● What you are asked to do
When a line of the records below contains the string "will", copy that whole line.

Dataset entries
================================

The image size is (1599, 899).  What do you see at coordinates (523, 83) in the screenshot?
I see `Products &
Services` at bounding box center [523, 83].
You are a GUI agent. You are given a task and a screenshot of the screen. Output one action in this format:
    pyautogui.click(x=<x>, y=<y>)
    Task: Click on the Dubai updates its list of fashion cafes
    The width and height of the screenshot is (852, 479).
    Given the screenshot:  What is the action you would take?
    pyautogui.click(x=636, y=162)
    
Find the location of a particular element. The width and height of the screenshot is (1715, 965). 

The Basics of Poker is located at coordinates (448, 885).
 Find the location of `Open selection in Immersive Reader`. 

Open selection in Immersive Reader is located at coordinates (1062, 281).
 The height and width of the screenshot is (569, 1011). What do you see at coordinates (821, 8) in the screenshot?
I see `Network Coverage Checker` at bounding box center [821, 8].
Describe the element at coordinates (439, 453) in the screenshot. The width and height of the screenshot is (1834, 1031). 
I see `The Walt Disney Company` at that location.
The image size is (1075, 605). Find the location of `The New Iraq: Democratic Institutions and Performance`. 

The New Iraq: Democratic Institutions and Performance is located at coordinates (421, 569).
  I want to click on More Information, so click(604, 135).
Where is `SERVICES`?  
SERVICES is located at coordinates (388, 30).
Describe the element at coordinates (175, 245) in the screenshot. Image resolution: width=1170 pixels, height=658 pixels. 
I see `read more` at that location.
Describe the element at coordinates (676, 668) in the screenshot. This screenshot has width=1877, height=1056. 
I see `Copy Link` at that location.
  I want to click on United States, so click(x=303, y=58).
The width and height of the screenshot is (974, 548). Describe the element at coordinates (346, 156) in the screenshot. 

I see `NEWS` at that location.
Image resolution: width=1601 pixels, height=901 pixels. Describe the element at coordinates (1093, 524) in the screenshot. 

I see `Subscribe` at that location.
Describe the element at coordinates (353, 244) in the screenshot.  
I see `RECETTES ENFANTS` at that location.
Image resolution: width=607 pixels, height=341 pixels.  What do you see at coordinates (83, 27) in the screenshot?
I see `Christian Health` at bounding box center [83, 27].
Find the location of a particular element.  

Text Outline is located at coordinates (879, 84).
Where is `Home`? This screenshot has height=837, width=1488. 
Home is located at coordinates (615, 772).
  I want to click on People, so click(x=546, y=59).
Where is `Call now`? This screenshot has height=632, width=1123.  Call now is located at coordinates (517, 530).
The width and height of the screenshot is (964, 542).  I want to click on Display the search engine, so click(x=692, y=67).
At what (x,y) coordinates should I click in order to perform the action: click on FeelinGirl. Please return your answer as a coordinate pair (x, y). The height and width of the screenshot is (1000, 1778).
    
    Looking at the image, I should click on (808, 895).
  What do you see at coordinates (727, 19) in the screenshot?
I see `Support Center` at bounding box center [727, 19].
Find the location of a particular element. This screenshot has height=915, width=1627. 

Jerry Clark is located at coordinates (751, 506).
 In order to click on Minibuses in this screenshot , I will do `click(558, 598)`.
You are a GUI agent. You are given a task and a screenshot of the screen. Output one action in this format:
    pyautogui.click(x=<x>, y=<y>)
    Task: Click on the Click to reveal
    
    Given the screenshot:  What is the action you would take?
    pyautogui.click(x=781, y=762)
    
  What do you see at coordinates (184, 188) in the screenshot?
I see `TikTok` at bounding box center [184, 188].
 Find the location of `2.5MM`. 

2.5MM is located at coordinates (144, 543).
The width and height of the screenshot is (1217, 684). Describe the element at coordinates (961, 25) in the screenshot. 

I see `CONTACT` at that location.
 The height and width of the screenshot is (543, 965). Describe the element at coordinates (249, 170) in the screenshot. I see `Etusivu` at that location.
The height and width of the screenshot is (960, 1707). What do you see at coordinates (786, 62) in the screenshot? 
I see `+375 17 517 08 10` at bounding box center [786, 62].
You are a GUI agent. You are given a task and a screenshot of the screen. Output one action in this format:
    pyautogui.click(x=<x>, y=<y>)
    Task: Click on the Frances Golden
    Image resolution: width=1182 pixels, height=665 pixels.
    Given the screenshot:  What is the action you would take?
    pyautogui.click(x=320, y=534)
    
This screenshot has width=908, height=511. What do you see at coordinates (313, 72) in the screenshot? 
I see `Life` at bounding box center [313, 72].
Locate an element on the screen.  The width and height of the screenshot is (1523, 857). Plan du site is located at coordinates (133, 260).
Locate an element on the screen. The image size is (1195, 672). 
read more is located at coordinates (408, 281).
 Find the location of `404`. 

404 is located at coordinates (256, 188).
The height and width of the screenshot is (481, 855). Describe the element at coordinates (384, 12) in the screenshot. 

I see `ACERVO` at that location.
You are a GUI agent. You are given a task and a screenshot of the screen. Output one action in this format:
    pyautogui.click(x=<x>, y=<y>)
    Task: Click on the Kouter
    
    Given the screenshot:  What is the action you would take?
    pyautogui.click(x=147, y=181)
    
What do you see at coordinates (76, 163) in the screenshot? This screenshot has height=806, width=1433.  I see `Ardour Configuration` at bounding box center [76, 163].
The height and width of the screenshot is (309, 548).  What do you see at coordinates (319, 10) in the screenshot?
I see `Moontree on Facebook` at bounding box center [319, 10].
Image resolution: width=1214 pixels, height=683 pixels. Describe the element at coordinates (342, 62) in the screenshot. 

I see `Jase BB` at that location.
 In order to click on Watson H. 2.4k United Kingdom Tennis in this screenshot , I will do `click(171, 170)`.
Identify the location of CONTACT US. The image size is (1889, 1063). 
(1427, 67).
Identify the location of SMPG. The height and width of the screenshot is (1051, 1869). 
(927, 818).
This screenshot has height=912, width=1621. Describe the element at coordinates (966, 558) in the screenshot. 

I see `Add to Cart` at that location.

================================

● Output
 In order to click on Minibuses in this screenshot , I will do `click(558, 598)`.
 In order to click on Watson H. 2.4k United Kingdom Tennis in this screenshot , I will do `click(171, 170)`.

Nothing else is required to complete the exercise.